🤖 AI Summary
This work addresses the challenge of global optimization in preliminary design of low-thrust spacecraft trajectories, which is characterized by multi-objective, high-dimensional, and highly non-convex features. The authors propose a novel approach that integrates indirect optimal control with a conditional diffusion model. By employing a parameter-homotopy-guided transfer learning framework, the multi-objective optimization problem is reformulated as sampling from an unnormalized distribution in the adjoint variable space. For the first time, gradient-based Markov Chain Monte Carlo (MCMC) methods are combined with diffusion models to efficiently generate high-quality training data and fine-tune the model.

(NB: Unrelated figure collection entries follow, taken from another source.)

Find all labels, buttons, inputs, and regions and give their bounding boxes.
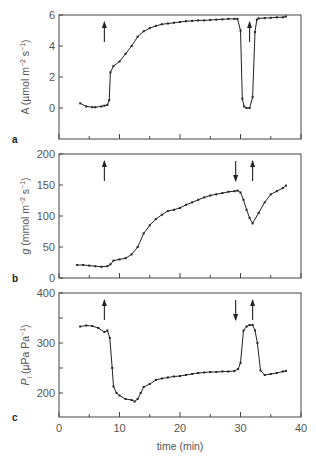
data-point: [173, 376, 175, 378]
data-point: [85, 105, 87, 107]
data-point: [203, 196, 205, 198]
data-point: [82, 264, 84, 266]
data-point: [236, 18, 238, 20]
data-point: [131, 253, 133, 255]
data-point: [125, 398, 127, 400]
data-point: [215, 193, 217, 195]
data-point: [241, 98, 243, 100]
data-point: [285, 370, 287, 372]
data-point: [197, 199, 199, 201]
plot-frame: [59, 293, 301, 417]
y-tick-label: 100: [37, 210, 55, 222]
y-tick-label: 4: [49, 40, 55, 52]
data-point: [258, 17, 260, 19]
data-point: [112, 386, 114, 388]
data-line: [80, 17, 286, 109]
data-point: [270, 17, 272, 19]
y-tick-label: 400: [37, 287, 55, 299]
x-tick-label: 10: [113, 422, 125, 434]
arrow-up-icon: [102, 21, 107, 42]
data-point: [282, 187, 284, 189]
data-point: [249, 217, 251, 219]
data-point: [112, 65, 114, 67]
data-point: [125, 257, 127, 259]
data-point: [149, 383, 151, 385]
data-point: [191, 373, 193, 375]
data-point: [264, 374, 266, 376]
data-point: [108, 99, 110, 101]
data-point: [94, 106, 96, 108]
data-point: [103, 105, 105, 107]
data-point: [125, 53, 127, 55]
data-point: [249, 107, 251, 109]
arrow-up-icon: [102, 299, 107, 320]
data-point: [161, 23, 163, 25]
data-point: [240, 362, 242, 364]
data-point: [233, 190, 235, 192]
data-point: [185, 374, 187, 376]
data-point: [119, 395, 121, 397]
data-point: [252, 222, 254, 224]
data-point: [167, 210, 169, 212]
data-point: [161, 378, 163, 380]
data-point: [221, 18, 223, 20]
data-point: [264, 17, 266, 19]
data-point: [137, 36, 139, 38]
data-point: [109, 263, 111, 265]
data-point: [94, 265, 96, 267]
data-point: [179, 207, 181, 209]
data-point: [282, 371, 284, 373]
data-point: [140, 392, 142, 394]
data-point: [91, 106, 93, 108]
arrow-up-icon: [247, 21, 252, 42]
data-point: [106, 265, 108, 267]
data-point: [246, 209, 248, 211]
data-point: [256, 342, 258, 344]
x-tick-label: 20: [174, 422, 186, 434]
data-point: [246, 326, 248, 328]
data-point: [270, 193, 272, 195]
data-point: [270, 373, 272, 375]
data-point: [103, 331, 105, 333]
figure: 0246aA (µmol m−2 s−1)050100150200bg (mmo…: [0, 0, 316, 466]
data-point: [254, 31, 256, 33]
y-tick-label: 150: [37, 179, 55, 191]
data-point: [254, 330, 256, 332]
data-point: [149, 224, 151, 226]
data-point: [109, 71, 111, 73]
y-axis-title: g (mmol m−2 s−1): [19, 177, 31, 254]
data-point: [282, 16, 284, 18]
data-point: [285, 16, 287, 18]
data-point: [79, 326, 81, 328]
data-line: [77, 186, 286, 267]
data-point: [209, 195, 211, 197]
data-point: [258, 212, 260, 214]
data-point: [252, 324, 254, 326]
y-axis-title: Pi (µPa Pa−1): [19, 324, 33, 385]
data-point: [191, 201, 193, 203]
data-point: [115, 392, 117, 394]
data-point: [119, 61, 121, 63]
data-point: [237, 368, 239, 370]
data-point: [203, 19, 205, 21]
data-point: [143, 232, 145, 234]
y-tick-label: 200: [37, 148, 55, 160]
panel-c: 200300400010203040cPi (µPa Pa−1)time (mi…: [12, 287, 307, 452]
data-point: [119, 258, 121, 260]
data-point: [246, 107, 248, 109]
data-point: [155, 379, 157, 381]
x-tick-label: 40: [295, 422, 307, 434]
y-tick-label: 0: [49, 102, 55, 114]
arrow-down-icon: [233, 161, 238, 182]
data-point: [91, 325, 93, 327]
data-point: [215, 371, 217, 373]
data-point: [285, 185, 287, 187]
plot-frame: [59, 15, 301, 139]
data-point: [134, 401, 136, 403]
data-point: [243, 105, 245, 107]
data-point: [276, 190, 278, 192]
data-point: [227, 191, 229, 193]
data-point: [264, 201, 266, 203]
data-point: [137, 246, 139, 248]
plot-frame: [59, 154, 301, 278]
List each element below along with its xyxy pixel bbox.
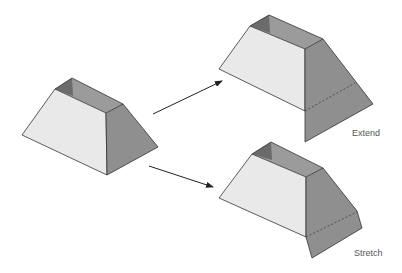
diagram-canvas: Extend Stretch xyxy=(0,0,402,273)
arrow-to-stretch xyxy=(149,166,213,187)
stretch-right-face xyxy=(306,168,362,258)
stretch-label: Stretch xyxy=(354,248,383,258)
extend-right-face xyxy=(305,39,373,142)
extend-label: Extend xyxy=(352,128,380,138)
stretch-shape xyxy=(219,142,362,258)
extend-shape xyxy=(219,15,373,142)
arrow-to-extend xyxy=(153,81,222,114)
original-right-face xyxy=(106,104,158,175)
original-shape xyxy=(22,78,158,175)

Applied to planar multi-revolution orbit transfers, the method yields a 40% increase in feasible solutions compared to existing indirect methods, significantly improves the quality of the Pareto front, and demonstrates rapid adaptability to varying mission parameters.
📝 Abstract
Preliminary low-thrust spacecraft mission design is a global search problem characterized by a complex solution landscape, multiple objectives, and numerous local minima. During this phase, mission parameters are often not yet fully defined, requiring new solutions to be generated at a high cadence across varying parameter values. When combined with the indirect approach to optimal control, diffusion models can accelerate this search by learning distributions that represent high-quality initial costates. However, generating training data remains expensive, and opportunities exist to better exploit past data. We propose a transfer-learning framework that combines homotopy in a mission parameter with Markov chain Monte Carlo (MCMC) to generate training data more efficiently. The approach reformulates a multiobjective optimization problem as sampling from an unnormalized target distribution in costate space. We compare three MCMC algorithms on a planar multi-revolution transfer in the circular restricted three-body problem, with homotopy in the system mass parameter. The results show that gradient-based MCMC variants achieve the best trade-off between sample quality and computational cost. For the test transfer, the proposed framework generates 40 % more feasible solutions and achieves a higher-quality Pareto front than a state-of-the-art indirect approach based on adjoint control transformations and gradient-based optimization. Finally, the MCMC-generated samples are used to fine-tune a diffusion model conditioned on the mass parameter, enabling it to learn a global representation of the underlying solution distribution and efficiently generate new solutions. These findings establish the transfer-learning framework as a practical method for efficiently solving indirect trajectory optimization problems with varying parameters.